SDG Pioneer for Sustainable Business Strategy

Viktor Ivanchyk

CEO and Founder, Astarta-Kyiv

Ukraine

At Astarta-Kyiv, a huge agro-industrial holding in Ukraine, founder and CEO Viktor Ivanchyk ensures that sustainable development is embedded throughout its wide-ranging interests. 

His already daunting challenge has shifted of late, with added urgency as his homeland nation has been invaded by Russia.

Before the war, the company focused on combating climate change, the sustainable development of cities and communities and renewable energy in the agricultural sector, Ivanchyk told the United Nations Global Compact.

“Now the focus has shifted to the social sphere: saving lives, protecting human rights and freedoms, overcoming hunger and poverty, peace, justice and strong institutions,” he said.

“However, adapting to the current conditions, we are still gradually trying to return to the priorities of peacetime - issues of combating climate change, decarbonisation,” he said. “At the same time, it is necessary to raise the living standards of people - social, domestic and intellectual.”

For his achievements, Ivanchyk was named by the UN Global Compact as a 2022 SDG Pioneer for Sustainable Business Strategy. The SDG Pioneer Program of the Global Compact is designed to honor business professionals who show exemplary work in promoting the Sustainable Development Goals.

Astarta-Kyiv is Ukraine’s top sugar producer and the nation’s top milk and cattle producer. It is an industry leader as well in soybean processing, animal husbandry and bioenergy, in which biogas is produced from residues of the sugar production and is a substitute for natural gas. 

“The current energy crisis caused by Russia's aggression in Ukraine is negatively affecting the entire world community, so people need to make even more efforts to find alternative energy sources,” he told the UN Global Compact.

Ivanchyk was born in a village in Ukraine’s Poltava region, educated in mechanical engineering and has advanced degrees in business. In 1993 he founded Astarta, which was listed on the Warsaw Stock Exchange in 2006. It was one of the first Ukrainian companies to join the UN Global Compact in 2008. 

Several of its sugar plants have implemented energy efficiency programmes, reducing their consumption of natural gas, electricity and water. In its agricultural segment, which is its biggest consumer of diesel fuel, the introduction of new technologies has brought about a drop in diesel consumption by 14%.

Last year, the company took second place among 89 agricultural companies in a global ESG ranking by Sustainalytics, a renowned provider of ESG research, ratings and data, and won a silver medal from EcoVadis, an international rating agency that measures company ESG performances in 200 industries in 160 countries.

Astarta’s Wings project is a global initiative aimed at helping women in rural areas become economically independent and start their own businesses. Its program Rise! -  in which the Global Compact Network Ukraine is a partner - educates young people to be leaders who will value sustainable development and such principles as transparent business conduct, the creation of attractive jobs and care for people and the environment. 

“We cultivate a culture of caring for the use of natural resources,” Ivanchyk told the Global Compact. 

“When there is a critical mass of such conscious people, they will become the driving force of positive qualitative transformations, first at the level of local communities involved in the Astarta's  business ecosystem, later, in Ukraine and globally,” he said.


* Task brief
Gather each line of the records where "secondary" appears.

⟨

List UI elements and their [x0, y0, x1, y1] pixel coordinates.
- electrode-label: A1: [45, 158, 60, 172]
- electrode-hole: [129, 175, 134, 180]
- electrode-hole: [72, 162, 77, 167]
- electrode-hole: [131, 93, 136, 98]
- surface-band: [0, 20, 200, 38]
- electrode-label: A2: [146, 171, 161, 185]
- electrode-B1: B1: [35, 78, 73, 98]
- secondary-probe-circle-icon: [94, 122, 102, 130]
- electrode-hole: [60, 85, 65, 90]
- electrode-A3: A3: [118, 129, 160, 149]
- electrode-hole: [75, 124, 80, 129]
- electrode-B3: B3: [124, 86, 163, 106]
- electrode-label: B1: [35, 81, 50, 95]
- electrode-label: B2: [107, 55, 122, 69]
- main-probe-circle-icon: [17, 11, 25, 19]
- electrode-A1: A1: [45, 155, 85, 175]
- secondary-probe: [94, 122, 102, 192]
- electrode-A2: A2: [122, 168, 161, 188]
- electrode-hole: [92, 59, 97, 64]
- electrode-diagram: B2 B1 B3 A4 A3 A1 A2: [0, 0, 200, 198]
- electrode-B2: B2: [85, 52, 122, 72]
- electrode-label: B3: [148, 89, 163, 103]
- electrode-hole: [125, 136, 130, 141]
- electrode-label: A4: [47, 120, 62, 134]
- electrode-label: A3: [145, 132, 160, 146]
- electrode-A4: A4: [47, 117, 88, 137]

⟩

* Output for this task
- secondary-probe-circle-icon: [94, 122, 102, 130]
- secondary-probe: [94, 122, 102, 192]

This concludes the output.